As king, Edward left highly confidential state papers lying about for anyone – including Wallis Simpson - to look at. He didn’t receive important visitors with respect and seriousness and he offended everyone by failing to go to church – he only went twice in his entire reign.
 
Given half a chance to replace him with his sober brother Bertie, with two small and charming daughters, the government of Stanley Baldwin seems to have had little hesitation. It was a quietly brilliant palace coup.

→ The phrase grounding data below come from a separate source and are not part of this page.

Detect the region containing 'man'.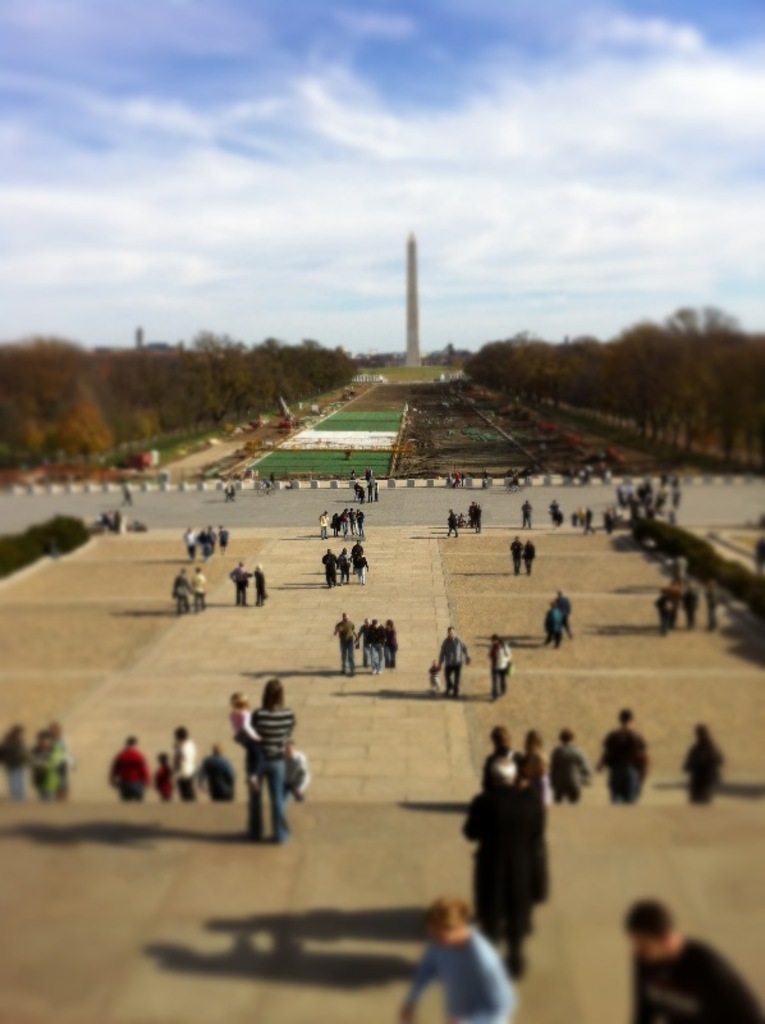
region(600, 701, 652, 800).
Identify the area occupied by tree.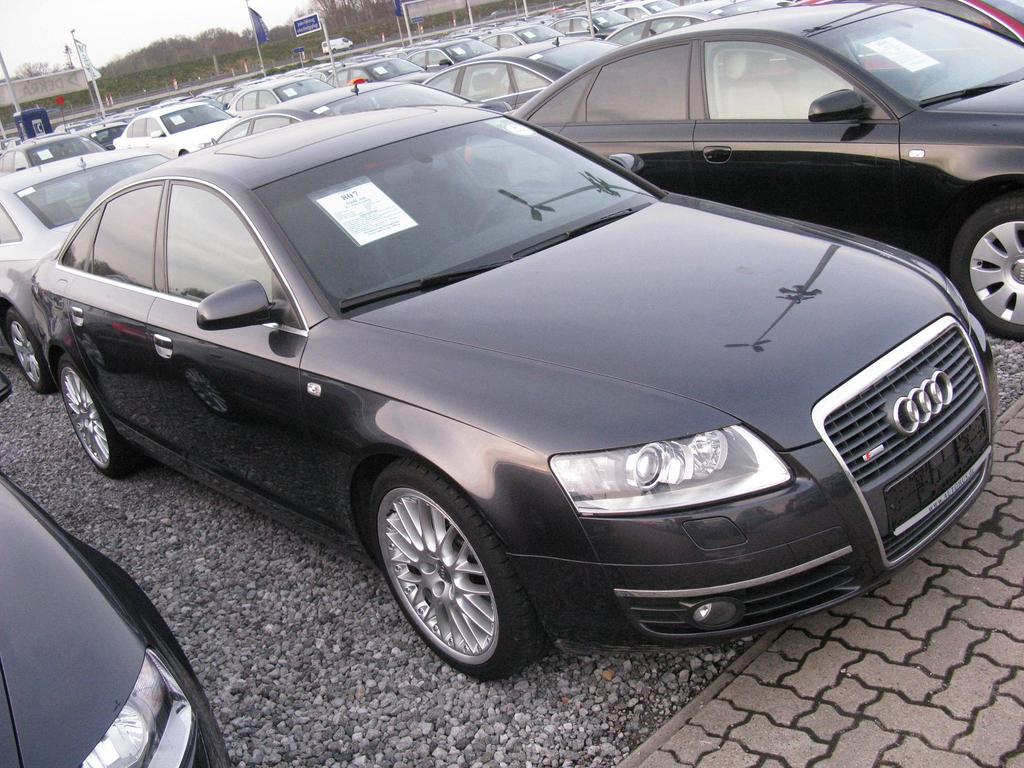
Area: box=[90, 33, 202, 82].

More info and photos here.
SS officer Schellenberg sent the Duke a message that they wanted him to stand by to resume his throne. The Duke replied in which he responded ‘kindly to the message of German interest’ and promised to be in touch

Lisbon 1940, the Duke of Windsor, advises the Germans to bomb the Brits mercilessly until they sue for peace
 
By the time the Germans invaded France in 1940. Edward was back in Paris, in theory, a senior serving officer in the British military mission! But his younger brother, now King George V had made it extremely plain that he was not to be shown anything remotely secret.
 
After the war a mass of German documents were discovered by the Americans. For over a decade the British tried to prevent the publication of one particular file, known as the Marburg File because of where it was discovered.
 
It proved that the Duke of Windsor had been stirring up opposition to the British in Paris. It also showed how once the Windsors had fled Paris in 1940 the Germans launched Operation Willi, a very high-level attempt to persuade the Duke to go to a neutral country and to stand by to resume his throne if the Nazis could fix things with Britain. British intelligence found out about Operation Willi and Churchill took the decision to get the Windsors right out of Europe, appointing Edward Governor of the Bahamas.
 
But when the Windsors arrived in Lisbon on 2 July 1940 they did not take a ship for the Caribbean. Instead, they hung around at the home of a rich Portuguese banker, making anti-Churchill remarks. The Duke suggested, for anyone to hear, that the Germans bomb the Brits mercilessly until they sued for peace.
 
Churchill finally threatened them sufficiently to force them to set sail on 1 August. And it was just in time. That very day SS intelligence chief Walter Schellenburg arrived in Lisbon armed with 50 million Swiss franks and orders, if necessary, to kidnap the Duke. The German agent even got a message aboard the ship. The Duke got one back, in which he responded ‘kindly to the message of German interest’ and promised to be in touch.
 
It was later discovered that the Duke had left his Portuguese host a code word, promising to return to Europe if he received it. Sinister.
 
Postscript: It was never a happy marriage. As the decades of pampered idleness stretched on Wallis had a series of very public affairs, treating Edward with mounting and obvious disdain.
 
He had escaped a job he couldn’t stand, for a wife who couldn’t stand him.